Production

Netflix’s $600 Million AI Bet on the Future of Film Production – Updated

Netflix rarely acquires companies, making its purchase of AI filmmaking startup InterPositive particularly notable. Instead of pursuing large-scale studio consolidation, the streamer is investing in production technology designed to streamline filmmaking workflows. The move suggests the next phase of the streaming wars may be fought not through content libraries alone, but through the infrastructure behind how films are made.

Distribution

EFM 2026 After the Applause: Attendance Up, Deals Down, and the Industry’s Slow-Motion Correction

Berlin’s European Film Market closed with rising attendance, expanded programming, and a visible industry presence that reinforced its role as the year’s first global convening point. Yet behind those activity metrics, tangible deal momentum remained comparatively thin.

Distribution

EFM 2026 Analysis: How Capital, AI, and IP Strategy Are Shaping Film Dealmaking

EFM arrives at a moment when the global film and television business is no longer in freefall, but it is no longer forgiving either; it has found its floor. Commissioning remains at roughly three-quarters of peak-TV highs. Streamer spending continues, but without the frenzy of prior years. Europe’s broadcasters remain constrained. The result is not contraction, but constraint.

Distribution

Lionsgate’s Next Move After Ditching Starz: Sale, Merger, or Meltdown?

In an era of consolidation, contraction, and confusion in Hollywood, Lionsgate and Starz are finally standing on their own two feet. After nearly a decade under the same roof, the two companies have completed a long-delayed split, each charting separate paths in an unforgiving media economy where scale is elusive, profitability is evasive, and the search for suitors is relentless.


* _Your instructions_
The "Find and bound 'clothing'." line through the end of the listing below is what to set down, word for word, and nothing else.

* _Records shown_
^^^^^^^^
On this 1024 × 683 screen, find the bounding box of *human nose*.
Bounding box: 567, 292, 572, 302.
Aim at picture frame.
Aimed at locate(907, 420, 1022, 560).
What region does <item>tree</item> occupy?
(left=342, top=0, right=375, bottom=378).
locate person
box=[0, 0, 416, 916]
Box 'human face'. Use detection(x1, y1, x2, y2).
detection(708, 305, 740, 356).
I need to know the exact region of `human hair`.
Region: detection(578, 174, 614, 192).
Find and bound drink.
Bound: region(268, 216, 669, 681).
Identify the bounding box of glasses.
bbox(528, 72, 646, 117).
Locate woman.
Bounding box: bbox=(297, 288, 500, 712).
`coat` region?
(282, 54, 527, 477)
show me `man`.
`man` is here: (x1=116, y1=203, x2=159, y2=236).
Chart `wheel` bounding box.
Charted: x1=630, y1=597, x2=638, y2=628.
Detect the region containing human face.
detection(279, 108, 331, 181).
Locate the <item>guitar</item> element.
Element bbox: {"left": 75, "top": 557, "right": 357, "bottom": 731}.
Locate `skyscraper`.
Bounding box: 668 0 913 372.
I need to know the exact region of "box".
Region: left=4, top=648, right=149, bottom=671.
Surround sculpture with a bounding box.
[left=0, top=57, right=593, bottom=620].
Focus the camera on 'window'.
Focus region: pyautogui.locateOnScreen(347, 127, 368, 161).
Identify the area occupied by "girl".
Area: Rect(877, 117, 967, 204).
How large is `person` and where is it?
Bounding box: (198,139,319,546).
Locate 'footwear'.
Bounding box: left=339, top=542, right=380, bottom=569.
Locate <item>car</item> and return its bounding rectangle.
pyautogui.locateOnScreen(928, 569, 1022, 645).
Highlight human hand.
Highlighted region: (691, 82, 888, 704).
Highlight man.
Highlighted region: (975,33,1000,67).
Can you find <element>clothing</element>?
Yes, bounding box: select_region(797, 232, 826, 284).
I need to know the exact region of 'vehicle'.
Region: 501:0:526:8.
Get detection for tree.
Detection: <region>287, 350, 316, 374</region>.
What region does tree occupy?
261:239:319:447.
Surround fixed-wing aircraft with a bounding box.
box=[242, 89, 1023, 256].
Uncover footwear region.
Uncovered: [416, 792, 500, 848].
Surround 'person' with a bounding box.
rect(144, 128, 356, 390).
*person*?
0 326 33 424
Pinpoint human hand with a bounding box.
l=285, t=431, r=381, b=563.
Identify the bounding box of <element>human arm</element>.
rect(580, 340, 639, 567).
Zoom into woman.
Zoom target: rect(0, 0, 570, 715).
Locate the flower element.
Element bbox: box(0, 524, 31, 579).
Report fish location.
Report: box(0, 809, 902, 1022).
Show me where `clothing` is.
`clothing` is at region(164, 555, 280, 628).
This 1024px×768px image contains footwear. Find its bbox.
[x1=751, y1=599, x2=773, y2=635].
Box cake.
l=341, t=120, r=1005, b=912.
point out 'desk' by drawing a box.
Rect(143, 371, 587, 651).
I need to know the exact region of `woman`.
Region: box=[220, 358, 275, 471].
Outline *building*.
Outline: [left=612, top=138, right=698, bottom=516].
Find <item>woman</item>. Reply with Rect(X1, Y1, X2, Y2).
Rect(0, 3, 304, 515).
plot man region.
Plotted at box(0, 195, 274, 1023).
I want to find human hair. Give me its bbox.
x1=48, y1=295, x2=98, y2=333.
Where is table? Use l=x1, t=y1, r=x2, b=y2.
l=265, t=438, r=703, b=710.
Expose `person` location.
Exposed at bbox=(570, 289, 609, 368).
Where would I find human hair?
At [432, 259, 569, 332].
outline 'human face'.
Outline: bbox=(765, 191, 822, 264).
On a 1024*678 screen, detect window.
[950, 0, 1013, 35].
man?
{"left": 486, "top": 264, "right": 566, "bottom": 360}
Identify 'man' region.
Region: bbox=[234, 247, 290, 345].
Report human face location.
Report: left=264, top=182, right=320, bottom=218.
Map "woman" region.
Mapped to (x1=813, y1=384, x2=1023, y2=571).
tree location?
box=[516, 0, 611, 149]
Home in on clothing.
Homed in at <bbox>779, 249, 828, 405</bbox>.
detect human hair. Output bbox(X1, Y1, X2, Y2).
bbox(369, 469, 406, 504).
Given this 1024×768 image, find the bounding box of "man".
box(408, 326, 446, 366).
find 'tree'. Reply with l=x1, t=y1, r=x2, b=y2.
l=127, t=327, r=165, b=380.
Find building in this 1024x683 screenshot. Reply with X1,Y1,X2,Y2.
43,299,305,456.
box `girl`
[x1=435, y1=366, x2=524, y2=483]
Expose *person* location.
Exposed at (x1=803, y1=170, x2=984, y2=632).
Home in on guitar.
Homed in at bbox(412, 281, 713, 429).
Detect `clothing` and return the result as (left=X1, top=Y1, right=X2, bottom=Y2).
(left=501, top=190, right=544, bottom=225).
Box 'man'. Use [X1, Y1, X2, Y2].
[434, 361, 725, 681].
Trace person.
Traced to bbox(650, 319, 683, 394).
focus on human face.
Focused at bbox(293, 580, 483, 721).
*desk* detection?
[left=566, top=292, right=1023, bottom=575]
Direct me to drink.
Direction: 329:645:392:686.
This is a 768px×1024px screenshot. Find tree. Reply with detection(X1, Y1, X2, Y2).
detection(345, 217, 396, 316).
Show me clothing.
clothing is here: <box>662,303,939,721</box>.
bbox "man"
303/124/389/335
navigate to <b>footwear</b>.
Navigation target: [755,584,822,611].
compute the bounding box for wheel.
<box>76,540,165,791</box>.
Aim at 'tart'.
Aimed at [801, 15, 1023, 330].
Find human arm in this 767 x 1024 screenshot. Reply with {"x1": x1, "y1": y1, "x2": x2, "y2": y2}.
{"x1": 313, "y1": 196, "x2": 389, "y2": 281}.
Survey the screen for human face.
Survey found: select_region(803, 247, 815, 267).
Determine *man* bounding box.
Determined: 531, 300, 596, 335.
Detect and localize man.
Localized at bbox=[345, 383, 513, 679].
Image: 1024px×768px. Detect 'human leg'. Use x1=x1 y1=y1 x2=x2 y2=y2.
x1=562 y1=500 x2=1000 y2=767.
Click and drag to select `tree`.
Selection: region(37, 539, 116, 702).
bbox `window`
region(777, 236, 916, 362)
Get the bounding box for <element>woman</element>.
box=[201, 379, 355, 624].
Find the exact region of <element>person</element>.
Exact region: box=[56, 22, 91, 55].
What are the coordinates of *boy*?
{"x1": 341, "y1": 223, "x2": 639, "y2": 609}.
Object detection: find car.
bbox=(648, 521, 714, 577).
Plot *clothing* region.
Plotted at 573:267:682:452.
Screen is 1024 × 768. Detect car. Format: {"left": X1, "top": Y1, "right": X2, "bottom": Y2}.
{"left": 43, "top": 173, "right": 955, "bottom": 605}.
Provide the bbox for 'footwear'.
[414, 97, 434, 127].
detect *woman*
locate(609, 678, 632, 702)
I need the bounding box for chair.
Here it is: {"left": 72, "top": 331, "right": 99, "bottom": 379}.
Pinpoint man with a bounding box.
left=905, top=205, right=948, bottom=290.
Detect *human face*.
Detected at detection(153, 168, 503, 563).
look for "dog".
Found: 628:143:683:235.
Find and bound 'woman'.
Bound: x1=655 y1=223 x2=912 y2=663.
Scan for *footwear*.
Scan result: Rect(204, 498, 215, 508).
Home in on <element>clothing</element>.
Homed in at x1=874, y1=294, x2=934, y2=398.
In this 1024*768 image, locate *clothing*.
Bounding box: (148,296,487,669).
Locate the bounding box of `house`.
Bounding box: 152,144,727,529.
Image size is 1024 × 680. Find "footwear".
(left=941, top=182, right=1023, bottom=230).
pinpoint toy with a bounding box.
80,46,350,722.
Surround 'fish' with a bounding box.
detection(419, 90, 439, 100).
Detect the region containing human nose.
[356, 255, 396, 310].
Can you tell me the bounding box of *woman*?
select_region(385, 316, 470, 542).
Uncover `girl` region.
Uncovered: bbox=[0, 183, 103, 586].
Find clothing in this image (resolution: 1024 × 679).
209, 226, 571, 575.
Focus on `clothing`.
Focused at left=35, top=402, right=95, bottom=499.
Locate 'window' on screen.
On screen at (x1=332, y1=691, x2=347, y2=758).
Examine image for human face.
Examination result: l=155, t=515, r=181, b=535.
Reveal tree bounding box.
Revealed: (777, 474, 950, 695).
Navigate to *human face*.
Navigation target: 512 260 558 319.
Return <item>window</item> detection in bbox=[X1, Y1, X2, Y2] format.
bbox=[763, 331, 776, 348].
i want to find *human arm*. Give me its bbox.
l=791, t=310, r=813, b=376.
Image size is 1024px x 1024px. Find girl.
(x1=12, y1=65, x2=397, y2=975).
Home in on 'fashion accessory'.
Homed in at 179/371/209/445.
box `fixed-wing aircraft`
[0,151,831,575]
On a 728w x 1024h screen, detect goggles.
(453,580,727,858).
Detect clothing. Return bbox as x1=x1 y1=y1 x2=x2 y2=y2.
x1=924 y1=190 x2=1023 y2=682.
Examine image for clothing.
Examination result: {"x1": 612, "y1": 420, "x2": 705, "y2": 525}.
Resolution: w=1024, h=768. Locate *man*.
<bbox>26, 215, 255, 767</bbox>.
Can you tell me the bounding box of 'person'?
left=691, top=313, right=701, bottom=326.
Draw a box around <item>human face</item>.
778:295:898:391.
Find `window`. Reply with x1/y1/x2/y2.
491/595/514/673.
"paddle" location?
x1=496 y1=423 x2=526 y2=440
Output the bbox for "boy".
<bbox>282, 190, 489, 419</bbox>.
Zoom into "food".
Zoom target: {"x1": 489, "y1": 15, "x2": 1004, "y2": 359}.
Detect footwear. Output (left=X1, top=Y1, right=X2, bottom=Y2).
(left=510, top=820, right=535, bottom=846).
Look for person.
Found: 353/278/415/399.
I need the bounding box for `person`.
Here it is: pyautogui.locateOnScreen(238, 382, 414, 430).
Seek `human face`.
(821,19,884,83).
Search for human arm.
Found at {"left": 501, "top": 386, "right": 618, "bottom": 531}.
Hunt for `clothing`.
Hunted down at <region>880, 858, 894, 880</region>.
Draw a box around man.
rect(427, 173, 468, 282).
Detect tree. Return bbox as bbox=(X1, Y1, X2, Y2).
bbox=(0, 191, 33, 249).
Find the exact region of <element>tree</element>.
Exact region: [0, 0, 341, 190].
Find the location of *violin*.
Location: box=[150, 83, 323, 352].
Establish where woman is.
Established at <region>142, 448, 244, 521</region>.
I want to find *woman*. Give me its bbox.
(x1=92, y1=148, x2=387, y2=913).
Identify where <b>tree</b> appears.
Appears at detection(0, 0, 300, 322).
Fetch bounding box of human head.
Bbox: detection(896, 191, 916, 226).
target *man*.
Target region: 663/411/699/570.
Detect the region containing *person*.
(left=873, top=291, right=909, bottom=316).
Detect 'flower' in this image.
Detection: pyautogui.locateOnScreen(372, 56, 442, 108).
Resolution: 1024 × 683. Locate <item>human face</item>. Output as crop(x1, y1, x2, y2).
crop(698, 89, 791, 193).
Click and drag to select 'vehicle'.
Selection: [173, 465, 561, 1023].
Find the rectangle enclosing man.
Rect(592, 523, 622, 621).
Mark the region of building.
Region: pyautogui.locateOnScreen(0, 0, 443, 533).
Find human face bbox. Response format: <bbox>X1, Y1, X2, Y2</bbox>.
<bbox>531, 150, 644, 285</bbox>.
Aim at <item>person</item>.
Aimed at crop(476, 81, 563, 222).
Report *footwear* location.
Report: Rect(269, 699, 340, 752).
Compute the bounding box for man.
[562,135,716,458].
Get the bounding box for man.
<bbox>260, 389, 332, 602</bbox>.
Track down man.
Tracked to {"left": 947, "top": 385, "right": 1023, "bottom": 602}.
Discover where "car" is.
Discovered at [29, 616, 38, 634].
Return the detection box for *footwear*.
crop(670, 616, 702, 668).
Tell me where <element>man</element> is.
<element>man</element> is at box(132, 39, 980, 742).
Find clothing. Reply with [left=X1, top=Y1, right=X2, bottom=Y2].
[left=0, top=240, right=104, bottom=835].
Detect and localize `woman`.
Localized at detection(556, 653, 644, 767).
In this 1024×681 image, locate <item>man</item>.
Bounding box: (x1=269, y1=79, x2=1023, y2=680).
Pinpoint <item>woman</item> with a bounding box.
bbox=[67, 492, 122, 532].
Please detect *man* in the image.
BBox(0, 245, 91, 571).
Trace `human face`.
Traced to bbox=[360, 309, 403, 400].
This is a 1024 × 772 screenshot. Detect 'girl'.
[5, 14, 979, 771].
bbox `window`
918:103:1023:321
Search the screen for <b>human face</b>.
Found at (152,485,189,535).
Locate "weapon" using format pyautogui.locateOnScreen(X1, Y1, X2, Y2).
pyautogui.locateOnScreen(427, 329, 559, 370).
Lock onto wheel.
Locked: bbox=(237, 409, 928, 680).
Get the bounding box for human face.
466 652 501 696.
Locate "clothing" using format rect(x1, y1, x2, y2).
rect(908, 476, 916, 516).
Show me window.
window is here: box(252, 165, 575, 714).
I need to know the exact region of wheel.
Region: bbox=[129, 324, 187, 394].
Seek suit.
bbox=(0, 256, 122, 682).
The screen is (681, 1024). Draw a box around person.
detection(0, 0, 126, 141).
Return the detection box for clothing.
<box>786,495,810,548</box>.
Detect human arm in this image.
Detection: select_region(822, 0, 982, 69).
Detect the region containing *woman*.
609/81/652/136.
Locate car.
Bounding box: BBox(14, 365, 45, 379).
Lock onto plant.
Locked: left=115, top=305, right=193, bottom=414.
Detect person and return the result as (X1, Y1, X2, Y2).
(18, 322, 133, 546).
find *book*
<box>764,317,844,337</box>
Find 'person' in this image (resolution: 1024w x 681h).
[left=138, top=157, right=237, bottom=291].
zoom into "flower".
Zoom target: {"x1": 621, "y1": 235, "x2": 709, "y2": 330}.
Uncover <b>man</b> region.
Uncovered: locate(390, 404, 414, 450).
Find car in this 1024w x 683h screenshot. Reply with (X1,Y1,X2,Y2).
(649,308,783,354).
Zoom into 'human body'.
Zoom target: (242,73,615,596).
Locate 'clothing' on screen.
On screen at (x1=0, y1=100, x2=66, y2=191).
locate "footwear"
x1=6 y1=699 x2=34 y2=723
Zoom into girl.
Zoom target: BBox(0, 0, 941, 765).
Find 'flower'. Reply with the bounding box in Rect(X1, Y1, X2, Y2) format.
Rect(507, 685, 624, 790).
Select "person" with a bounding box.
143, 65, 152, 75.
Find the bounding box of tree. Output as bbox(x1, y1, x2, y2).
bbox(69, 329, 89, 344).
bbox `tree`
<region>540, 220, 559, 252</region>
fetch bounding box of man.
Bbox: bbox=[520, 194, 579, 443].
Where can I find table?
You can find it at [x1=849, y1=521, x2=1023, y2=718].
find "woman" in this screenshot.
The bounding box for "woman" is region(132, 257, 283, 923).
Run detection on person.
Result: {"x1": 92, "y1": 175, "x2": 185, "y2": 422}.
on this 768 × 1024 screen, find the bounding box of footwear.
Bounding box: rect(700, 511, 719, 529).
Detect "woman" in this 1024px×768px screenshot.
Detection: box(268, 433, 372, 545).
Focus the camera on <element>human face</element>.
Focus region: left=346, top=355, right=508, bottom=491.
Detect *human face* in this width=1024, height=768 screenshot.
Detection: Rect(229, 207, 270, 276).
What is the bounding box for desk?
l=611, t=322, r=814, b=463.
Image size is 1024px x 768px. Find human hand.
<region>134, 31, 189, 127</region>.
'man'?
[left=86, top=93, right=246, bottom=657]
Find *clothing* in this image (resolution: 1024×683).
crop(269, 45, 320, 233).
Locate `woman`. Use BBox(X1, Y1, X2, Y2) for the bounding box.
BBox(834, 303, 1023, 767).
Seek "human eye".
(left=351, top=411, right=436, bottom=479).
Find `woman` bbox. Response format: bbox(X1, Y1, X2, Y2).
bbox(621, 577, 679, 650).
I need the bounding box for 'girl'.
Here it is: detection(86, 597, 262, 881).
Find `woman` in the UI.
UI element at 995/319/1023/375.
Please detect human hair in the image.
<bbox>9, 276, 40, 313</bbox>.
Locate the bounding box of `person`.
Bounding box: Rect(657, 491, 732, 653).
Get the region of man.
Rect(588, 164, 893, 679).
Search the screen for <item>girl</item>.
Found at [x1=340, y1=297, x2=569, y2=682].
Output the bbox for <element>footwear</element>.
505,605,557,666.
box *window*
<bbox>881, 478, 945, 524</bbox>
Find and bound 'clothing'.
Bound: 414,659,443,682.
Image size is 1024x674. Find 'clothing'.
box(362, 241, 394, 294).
^^^^^^^^
* _Problem solution_
Find and bound 'clothing'.
Bound: 414,659,443,682.
Image size is 1024x674. Find 'clothing'.
box(362, 241, 394, 294).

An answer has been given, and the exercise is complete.